The scene setting school room intro parlayed into the first song – “Lost Ones” that has to be the only classy diss record ever laid to wax. She was vicious and versatile as I stated earlier, but she also had a lexicon that would rival Nas or Black Thought at their pinnacle. Don’t think so? 
 
“It’s funny how money change a situation/miscommunication lead to complication/My emancipation don’t fit your equation/I was on the humble you on every station/Some wanna play young Lauryn like she dumb/But remember not a game new under the sun/.”
 
And that was the end of The Fugees pretty much. If I was Wyclef, I wouldn’t want do anymore music with her after getting roasted like that either but that’s none of our business. Except all the business he put out in the street.

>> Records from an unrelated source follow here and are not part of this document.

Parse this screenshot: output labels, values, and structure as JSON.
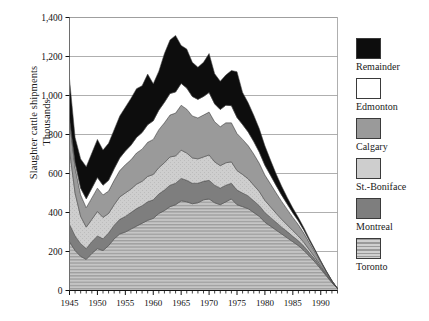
{
  "chart_data": {
    "type": "area",
    "stacked": true,
    "title": "",
    "xlabel": "",
    "ylabel": "Slaughter cattle shipments Thousands",
    "ylabel_lines": [
      "Slaughter cattle shipments",
      "Thousands"
    ],
    "xlim": [
      1945,
      1993
    ],
    "ylim": [
      0,
      1400
    ],
    "ytick_step": 200,
    "xtick_step_major": 5,
    "xtick_step_minor": 1,
    "grid": true,
    "legend_position": "right",
    "ytick_labels": [
      "0",
      "200",
      "400",
      "600",
      "800",
      "1,000",
      "1,200",
      "1,400"
    ],
    "ytick_values": [
      0,
      200,
      400,
      600,
      800,
      1000,
      1200,
      1400
    ],
    "xtick_labels": [
      "1945",
      "1950",
      "1955",
      "1960",
      "1965",
      "1970",
      "1975",
      "1980",
      "1985",
      "1990"
    ],
    "xtick_values": [
      1945,
      1950,
      1955,
      1960,
      1965,
      1970,
      1975,
      1980,
      1985,
      1990
    ],
    "x": [
      1945,
      1946,
      1947,
      1948,
      1949,
      1950,
      1951,
      1952,
      1953,
      1954,
      1955,
      1956,
      1957,
      1958,
      1959,
      1960,
      1961,
      1962,
      1963,
      1964,
      1965,
      1966,
      1967,
      1968,
      1969,
      1970,
      1971,
      1972,
      1973,
      1974,
      1975,
      1976,
      1977,
      1978,
      1979,
      1980,
      1981,
      1982,
      1983,
      1984,
      1985,
      1986,
      1987,
      1988,
      1989,
      1990,
      1991,
      1992,
      1993
    ],
    "series": [
      {
        "name": "Toronto",
        "color": "#b9b9b9",
        "pattern": "horizontal-stripes",
        "values": [
          250,
          205,
          175,
          160,
          190,
          215,
          205,
          230,
          265,
          290,
          300,
          315,
          330,
          345,
          360,
          370,
          395,
          410,
          430,
          440,
          460,
          455,
          445,
          450,
          465,
          470,
          450,
          440,
          455,
          470,
          440,
          430,
          420,
          400,
          380,
          350,
          330,
          310,
          290,
          270,
          250,
          230,
          205,
          175,
          145,
          110,
          75,
          40,
          10
        ]
      },
      {
        "name": "Montreal",
        "color": "#7e7e7e",
        "pattern": "solid",
        "values": [
          90,
          75,
          65,
          55,
          60,
          65,
          60,
          65,
          70,
          75,
          80,
          85,
          90,
          90,
          95,
          95,
          100,
          105,
          110,
          110,
          115,
          110,
          105,
          100,
          95,
          95,
          90,
          85,
          85,
          80,
          75,
          70,
          65,
          60,
          55,
          50,
          45,
          40,
          35,
          32,
          28,
          25,
          22,
          18,
          14,
          10,
          6,
          3,
          0
        ]
      },
      {
        "name": "St.-Boniface",
        "color": "#c8c8c8",
        "pattern": "light-texture",
        "values": [
          380,
          220,
          140,
          110,
          115,
          125,
          110,
          100,
          105,
          115,
          120,
          120,
          125,
          125,
          130,
          130,
          135,
          140,
          145,
          140,
          145,
          140,
          130,
          125,
          125,
          130,
          120,
          115,
          115,
          110,
          100,
          95,
          88,
          80,
          72,
          62,
          54,
          46,
          40,
          34,
          29,
          24,
          19,
          14,
          10,
          7,
          4,
          2,
          0
        ]
      },
      {
        "name": "Calgary",
        "color": "#9a9a9a",
        "pattern": "solid",
        "values": [
          150,
          130,
          110,
          100,
          110,
          120,
          115,
          115,
          125,
          135,
          145,
          150,
          160,
          165,
          175,
          180,
          195,
          205,
          215,
          220,
          230,
          225,
          215,
          210,
          215,
          220,
          205,
          200,
          205,
          200,
          190,
          180,
          170,
          160,
          145,
          130,
          118,
          105,
          92,
          80,
          68,
          58,
          47,
          36,
          26,
          17,
          10,
          4,
          0
        ]
      },
      {
        "name": "Edmonton",
        "color": "#ffffff",
        "pattern": "solid",
        "values": [
          12,
          25,
          35,
          45,
          50,
          55,
          50,
          55,
          60,
          65,
          70,
          75,
          80,
          85,
          90,
          95,
          100,
          105,
          110,
          108,
          112,
          108,
          100,
          95,
          95,
          100,
          92,
          88,
          90,
          88,
          82,
          76,
          70,
          64,
          57,
          50,
          44,
          38,
          32,
          27,
          23,
          19,
          15,
          11,
          8,
          5,
          3,
          1,
          0
        ]
      },
      {
        "name": "Remainder",
        "color": "#0d0d0d",
        "pattern": "solid",
        "values": [
          203,
          130,
          150,
          165,
          180,
          195,
          180,
          190,
          200,
          215,
          225,
          240,
          250,
          240,
          260,
          190,
          200,
          250,
          275,
          290,
          195,
          200,
          175,
          165,
          175,
          200,
          155,
          145,
          155,
          180,
          235,
          165,
          150,
          135,
          120,
          100,
          78,
          60,
          46,
          34,
          25,
          18,
          13,
          9,
          6,
          4,
          2,
          1,
          0
        ]
      }
    ]
  },
  "legend": {
    "items": [
      {
        "label": "Remainder",
        "color": "#0d0d0d",
        "pattern": "solid"
      },
      {
        "label": "Edmonton",
        "color": "#ffffff",
        "pattern": "solid"
      },
      {
        "label": "Calgary",
        "color": "#9a9a9a",
        "pattern": "solid"
      },
      {
        "label": "St.-Boniface",
        "color": "#c8c8c8",
        "pattern": "light-texture"
      },
      {
        "label": "Montreal",
        "color": "#7e7e7e",
        "pattern": "solid"
      },
      {
        "label": "Toronto",
        "color": "#b9b9b9",
        "pattern": "horizontal-stripes"
      }
    ]
  }
}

I digress back to the digestion of this masterpiece.
 
 
Lauryn Hill the emcee is Scottie Pippen on this opus, but think 94-95’ Scottie after the other MJ retired. An MVP caliber performance most notably on “Lost Ones”, “Do-Wop”,  and “Final Hour” where Lauryn calmly drops knowledge with bars like: “It’s not about what you cop, it’s about what you keep”. 
 
Lauryn the singer is the headliner with instant classics plentiful from “Ex-Factor” to “Nothing Even Matters” to “Zion” her words riddle and wrap you up under her angelic tone and you are whisked away into a world where Lauryn explains it all. Even if she doesn’t know it all, seems like damn good advice to the listener.
 
The Miseducation Of Lauryn Hill is quite simply one of the best pieces of music ever created. Which is what makes what should be a colossal celebration of a true classic only a blip amongst “heads” today. Her inarguable classic is littered with very verifiable disputes that pretty much say she did not carry the load of this album’s creative juice in particular on the song writing side. Some have claimed that she contributed little more than just her vocals. 
 
The month leading up to this day, social media has spent the majority of Lauryn Hill news exploiting how she exploited people, particularly on tour and this album. Book end that with numerous questionable performances over the past five years with material that is, is over, or approaching two decades old; it appears the main person who has damaged the luster of this album is Lauryn Hill herself.
 
But for tonight, I will sit back listen to it for the first time in forever (I have conflicting feelings about Ms. Hill) and remember young Lauryn as she truly was, a queen ascending to the throne of the forefront of pop cultures consciousness. She never made it, but there was a time when it seemed inevitable, a formality even. This album is the reason that feeling still exists to this day with diehard loyalists of hers.